A brute-force attack generates the entire key space, which is every possible key. Given enough time, the plaintext will be recovered. This is an effective attack against all key-based ciphers, except for the one-time pad. Since the key of a one-time pad is the same length as the plaintext, brute forcing every possible key will eventually recover the plaintext, but it will also produce vast quantities of other potential plaintexts, including all the works of Shakespeare. A cryptanalyst would have no way of knowing which potential plaintext is real. This is why the one-time pad is the only provably unbreakable form of crypto.

Social Engineering

Social engineering uses the human mind to bypass security controls. This technique may be used to recover a key by tricking the key holder into revealing the key. Techniques are varied and include impersonating an authorized user when calling a help desk, and requesting a password reset. Information Security Europe tried a more direct route by asking users for their password in exchange for a treat: “More than one in five London office workers who talked to a stranger outside a busy train station were willing to trade a password for a chocolate bar” [39].

Rainbow Tables

A Rainbow Table is a pre-computed compilation of plaintexts and matching ciphertexts (typically passwords and their matching hashes). Rainbow tables greatly speed up many types of password cracking attacks, often taking minutes to crack where other methods (such as dictionary, hybrid, and brute-force password cracking attempts) may take much longer. We will discuss these methods of password cracking in Chapter 6, Domain 5: Identity and Access Management.

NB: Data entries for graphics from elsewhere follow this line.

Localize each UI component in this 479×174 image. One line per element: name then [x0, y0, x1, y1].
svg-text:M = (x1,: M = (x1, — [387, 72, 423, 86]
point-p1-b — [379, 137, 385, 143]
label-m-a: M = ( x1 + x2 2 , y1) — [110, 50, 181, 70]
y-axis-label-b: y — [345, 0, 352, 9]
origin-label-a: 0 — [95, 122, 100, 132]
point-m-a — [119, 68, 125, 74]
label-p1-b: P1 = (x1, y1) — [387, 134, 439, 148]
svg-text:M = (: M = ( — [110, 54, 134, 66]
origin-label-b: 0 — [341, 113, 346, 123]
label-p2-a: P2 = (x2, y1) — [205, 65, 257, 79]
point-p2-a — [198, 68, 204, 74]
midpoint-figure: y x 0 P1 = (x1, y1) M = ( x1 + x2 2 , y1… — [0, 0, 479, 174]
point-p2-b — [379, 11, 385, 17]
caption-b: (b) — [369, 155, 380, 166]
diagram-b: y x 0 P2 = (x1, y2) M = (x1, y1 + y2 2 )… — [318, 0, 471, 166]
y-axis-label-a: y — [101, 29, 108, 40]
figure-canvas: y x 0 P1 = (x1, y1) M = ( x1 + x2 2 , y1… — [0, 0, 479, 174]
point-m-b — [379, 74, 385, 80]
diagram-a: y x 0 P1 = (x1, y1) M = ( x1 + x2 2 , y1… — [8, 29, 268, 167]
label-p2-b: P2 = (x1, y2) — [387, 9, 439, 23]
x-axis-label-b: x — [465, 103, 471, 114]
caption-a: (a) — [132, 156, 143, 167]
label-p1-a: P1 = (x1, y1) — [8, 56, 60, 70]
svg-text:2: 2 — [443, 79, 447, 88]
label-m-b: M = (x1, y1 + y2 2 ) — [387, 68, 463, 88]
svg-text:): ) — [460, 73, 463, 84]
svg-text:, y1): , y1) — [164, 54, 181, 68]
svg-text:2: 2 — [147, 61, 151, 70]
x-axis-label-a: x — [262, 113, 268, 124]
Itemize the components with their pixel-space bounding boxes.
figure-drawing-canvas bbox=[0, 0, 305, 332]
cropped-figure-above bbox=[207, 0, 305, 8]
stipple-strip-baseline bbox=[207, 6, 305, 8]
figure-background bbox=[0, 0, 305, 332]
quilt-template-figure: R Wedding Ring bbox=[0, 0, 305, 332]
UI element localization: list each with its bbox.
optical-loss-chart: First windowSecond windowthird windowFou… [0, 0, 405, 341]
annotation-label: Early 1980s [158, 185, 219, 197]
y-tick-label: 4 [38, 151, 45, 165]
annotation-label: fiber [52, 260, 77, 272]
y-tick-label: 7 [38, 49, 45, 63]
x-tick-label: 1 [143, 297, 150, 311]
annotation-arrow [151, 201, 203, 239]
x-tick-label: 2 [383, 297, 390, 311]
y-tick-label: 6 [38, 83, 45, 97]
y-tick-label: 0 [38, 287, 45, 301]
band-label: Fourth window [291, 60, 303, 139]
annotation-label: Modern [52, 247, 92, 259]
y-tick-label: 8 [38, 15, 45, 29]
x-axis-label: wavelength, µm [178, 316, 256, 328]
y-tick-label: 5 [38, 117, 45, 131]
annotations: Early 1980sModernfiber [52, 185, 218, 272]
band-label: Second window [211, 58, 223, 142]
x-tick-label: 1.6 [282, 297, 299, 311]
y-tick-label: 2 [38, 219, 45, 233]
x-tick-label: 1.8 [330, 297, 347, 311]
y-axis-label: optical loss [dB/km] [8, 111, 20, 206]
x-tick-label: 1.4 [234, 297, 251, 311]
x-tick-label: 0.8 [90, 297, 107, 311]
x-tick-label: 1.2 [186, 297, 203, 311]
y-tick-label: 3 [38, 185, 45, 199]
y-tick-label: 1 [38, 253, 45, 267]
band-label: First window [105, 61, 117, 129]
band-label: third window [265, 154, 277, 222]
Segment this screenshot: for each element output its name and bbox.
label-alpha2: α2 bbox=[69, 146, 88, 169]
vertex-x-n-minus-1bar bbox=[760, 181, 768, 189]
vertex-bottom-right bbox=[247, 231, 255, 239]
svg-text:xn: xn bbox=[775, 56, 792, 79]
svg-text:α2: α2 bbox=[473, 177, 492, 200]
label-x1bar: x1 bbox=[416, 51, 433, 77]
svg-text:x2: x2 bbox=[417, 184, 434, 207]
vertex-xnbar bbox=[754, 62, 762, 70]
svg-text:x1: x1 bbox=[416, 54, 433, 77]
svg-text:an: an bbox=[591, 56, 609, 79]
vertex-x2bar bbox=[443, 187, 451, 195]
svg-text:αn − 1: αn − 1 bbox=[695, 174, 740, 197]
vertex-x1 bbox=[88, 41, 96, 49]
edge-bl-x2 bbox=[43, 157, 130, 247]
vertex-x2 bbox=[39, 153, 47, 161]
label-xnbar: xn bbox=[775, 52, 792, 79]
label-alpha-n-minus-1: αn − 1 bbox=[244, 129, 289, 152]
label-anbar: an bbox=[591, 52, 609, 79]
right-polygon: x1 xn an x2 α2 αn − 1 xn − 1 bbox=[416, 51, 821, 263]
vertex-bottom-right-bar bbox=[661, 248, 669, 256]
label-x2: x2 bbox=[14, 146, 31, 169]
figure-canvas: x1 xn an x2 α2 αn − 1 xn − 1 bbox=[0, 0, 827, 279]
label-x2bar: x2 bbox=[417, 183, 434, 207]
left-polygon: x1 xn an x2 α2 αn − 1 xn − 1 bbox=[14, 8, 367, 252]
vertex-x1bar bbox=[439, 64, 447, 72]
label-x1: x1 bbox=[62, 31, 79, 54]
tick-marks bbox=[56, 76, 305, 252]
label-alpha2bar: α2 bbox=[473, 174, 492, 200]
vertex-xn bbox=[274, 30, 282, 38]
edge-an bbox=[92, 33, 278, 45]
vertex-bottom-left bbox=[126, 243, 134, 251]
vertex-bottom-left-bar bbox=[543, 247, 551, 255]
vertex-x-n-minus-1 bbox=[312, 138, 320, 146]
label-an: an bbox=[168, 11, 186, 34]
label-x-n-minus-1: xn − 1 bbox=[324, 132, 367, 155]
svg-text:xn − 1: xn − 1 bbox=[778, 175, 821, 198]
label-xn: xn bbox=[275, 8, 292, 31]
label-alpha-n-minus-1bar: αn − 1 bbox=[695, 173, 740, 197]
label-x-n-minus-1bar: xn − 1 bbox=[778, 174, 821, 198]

Many believe that rainbow tables are simply large databases of password/hash combinations. While this is how they appear to work (albeit at a typical speed of minutes and not seconds or less per lookup), this is not how rainbow tables work internally.

While pre-computation has obvious advantages, terabytes (or much more) would be required to store that much data using a typical database. All possible Microsoft LANMAN hashes and passwords would take roughly 48 terabytes of data to store; yet the Ophcrack rainbow table Linux live distribution (shown in Fig. 4.25) can crack 99% of LANMAN hashes using only 388 megabytes for table storage. How is this possible?

Fig. 4.25 Ophcrack windows rainbow table Linux live distribution.